Maman threw up her arms. “Children! Des petits sauvages! What can we do?”
Madame Charbonneau, no longer paying attention, was separating little cowboys from little Indians. The Eskimo was stage left, sucking his thumb and crying quietly. Madame Charbonneau called, “Jeanot, viens ici!” and Jeanot came, climbed to the sacrificial stake and stood still as the teacher bound him to it loosely.
The lights in the room dimmed and School Director, Monsieur Rampallon, flanked by the mayor and his deputy, made a brief speech on the benefits of education to The Republic. He left the stage to a smattering of applause from parents, teachers, brothers and sisters, and Monsieur Champollion, mayor of the 17em arrondissement, enumerated his accomplishments. Tied to the stake, Jeanot was the image of stoicism.
In time, Indian drums made from cardboard hatboxes, faint ululations and clapping hands beat a haphazard rhythm. A heavily accented voice began reciting Longfellow’s Song of Hiawatha in French, and as the epic droned on, the room grew summer hot. Puritans and Indians shared a Thanksgiving meal. Sweat formed on Jeanot’s chest, forehead and underarms. The beads ran past his red belly button and into his loincloth which soon started itching.
He rubbed his butt against the stake, trying to rearrange the scratchy cloth (a piece of burlap Maman had decided went well with his coloring), and bought a few moments’ relief. Then the itching became worse, intolerable, so he gritted his teeth and thought courageous thoughts.
The other Indians danced around Jeanot in a pre-sacrificial frenzy.
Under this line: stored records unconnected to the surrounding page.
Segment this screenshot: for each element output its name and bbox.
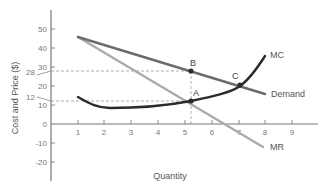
y-tick-10: 10: [38, 101, 47, 110]
y-annotation-28: 28: [26, 68, 35, 77]
x-tick-5: 5: [183, 128, 188, 137]
y-tick-40: 40: [38, 44, 47, 53]
x-tick-3: 3: [129, 128, 134, 137]
point-c: [237, 82, 242, 87]
y-tick-neg20: -20: [35, 158, 47, 167]
y-tick-50: 50: [38, 25, 47, 34]
mc-curve: [78, 56, 265, 108]
label-a: A: [193, 88, 199, 98]
label-c: C: [232, 71, 239, 81]
x-tick-2: 2: [102, 128, 107, 137]
y-tick-0: 0: [43, 120, 48, 129]
y-tick-30: 30: [38, 63, 47, 72]
y-axis-title: Cost and Price ($): [10, 62, 20, 135]
y-tick-labels: 50 40 30 20 10 0 -10 -20: [35, 25, 47, 167]
demand-curve: [78, 37, 265, 94]
label-b: B: [190, 58, 196, 68]
leader-28: [37, 71, 51, 75]
label-mc: MC: [270, 50, 284, 60]
reference-lines: [51, 71, 191, 124]
x-tick-labels: 1 2 3 4 5 6 7 8 9: [76, 128, 295, 137]
x-axis-title: Quantity: [153, 171, 187, 181]
x-tick-8: 8: [263, 128, 268, 137]
point-b: [188, 68, 193, 73]
point-a: [188, 98, 193, 103]
y-annotation-12: 12: [26, 93, 35, 102]
monopoly-chart: 50 40 30 20 10 0 -10 -20 28 12 1 2 3 4 5…: [0, 0, 329, 192]
label-mr: MR: [270, 142, 284, 152]
x-tick-9: 9: [290, 128, 295, 137]
x-tick-1: 1: [76, 128, 81, 137]
label-demand: Demand: [271, 89, 305, 99]
x-tick-4: 4: [156, 128, 161, 137]
y-tick-neg10: -10: [35, 139, 47, 148]
x-tick-6: 6: [210, 128, 215, 137]
y-tick-20: 20: [38, 82, 47, 91]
They whooped, they hollered, they jumped and cavorted; they made terrible, gargoyle faces and rolled their eyes. Among them was the Eskimo, tears forgotten, and one small cowboy who, caught up in the excitement of the moment, had forgotten who he was. The yellow lights focused on Jeanot’s feet. He was now officially on fire.
The itch became a torture. He rubbed his butt against the stake again, this time more forcefully. The loincloth, tied with a loose knot, fell about his ankles. Jeanot’s triangular, impeccably clean American underwear shone like a beacon on the stage. It radiated white against his red skin, and the first small Indian to notice it stopped dancing, pointed and burst into laughter. The Puritans hooted, the dancing cowboy stood gape-jawed, and from the middle of the audience came a loud guffaw. Jeanot, through his mortification, could see famed director Jules Dassin laughing with his head thrown back. Madame Charbonneau leaped onto the stage and wrapped her shawl about Jeanot’s middle, tore him from the stake and whisked him away.
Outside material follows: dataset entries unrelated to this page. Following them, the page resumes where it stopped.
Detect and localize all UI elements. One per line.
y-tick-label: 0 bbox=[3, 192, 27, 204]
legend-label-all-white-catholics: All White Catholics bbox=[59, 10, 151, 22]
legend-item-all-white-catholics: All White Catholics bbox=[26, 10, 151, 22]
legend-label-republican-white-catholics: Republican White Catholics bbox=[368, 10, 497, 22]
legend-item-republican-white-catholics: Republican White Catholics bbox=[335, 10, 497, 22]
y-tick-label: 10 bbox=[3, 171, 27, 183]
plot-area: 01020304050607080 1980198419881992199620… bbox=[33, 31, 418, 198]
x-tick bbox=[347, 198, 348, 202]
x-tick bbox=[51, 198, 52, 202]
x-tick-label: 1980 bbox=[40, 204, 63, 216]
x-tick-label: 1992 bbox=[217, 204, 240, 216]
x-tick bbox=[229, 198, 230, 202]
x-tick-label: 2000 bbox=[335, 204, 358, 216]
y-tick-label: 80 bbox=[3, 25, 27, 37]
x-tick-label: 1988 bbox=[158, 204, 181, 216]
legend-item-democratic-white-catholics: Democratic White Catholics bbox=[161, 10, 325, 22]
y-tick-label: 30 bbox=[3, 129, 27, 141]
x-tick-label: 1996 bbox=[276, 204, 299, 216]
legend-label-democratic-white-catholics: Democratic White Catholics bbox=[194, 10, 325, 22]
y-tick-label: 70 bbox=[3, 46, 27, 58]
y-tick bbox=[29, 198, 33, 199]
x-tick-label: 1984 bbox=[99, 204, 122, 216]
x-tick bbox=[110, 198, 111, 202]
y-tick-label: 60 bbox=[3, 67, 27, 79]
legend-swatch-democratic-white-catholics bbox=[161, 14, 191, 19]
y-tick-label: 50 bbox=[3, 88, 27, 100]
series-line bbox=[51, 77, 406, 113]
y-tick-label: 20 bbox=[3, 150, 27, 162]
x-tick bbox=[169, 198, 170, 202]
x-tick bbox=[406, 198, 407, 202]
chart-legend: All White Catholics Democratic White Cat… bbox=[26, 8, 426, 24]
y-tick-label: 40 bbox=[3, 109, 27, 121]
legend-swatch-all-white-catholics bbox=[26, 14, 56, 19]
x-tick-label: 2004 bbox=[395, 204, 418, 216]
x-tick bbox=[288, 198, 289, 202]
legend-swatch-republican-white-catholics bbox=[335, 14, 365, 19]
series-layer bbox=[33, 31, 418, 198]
It took more than ten minutes to quiet everyone down, reassemble the players and find another child—the Eskimo—for the stake.
Later that night at home, Marité and Roland decided it was wise to keep Jeanot out of school the rest of the week. The food dye refused to come off even after several scrubbings and it would be a full month before Jeanot returned to an overall Parisian paleness.
Over the years the tale of Jeanot the Naked Redskin would grow as stories do, and when Marité recounted it, her son became the hero, the star, the best of all the small French Indians.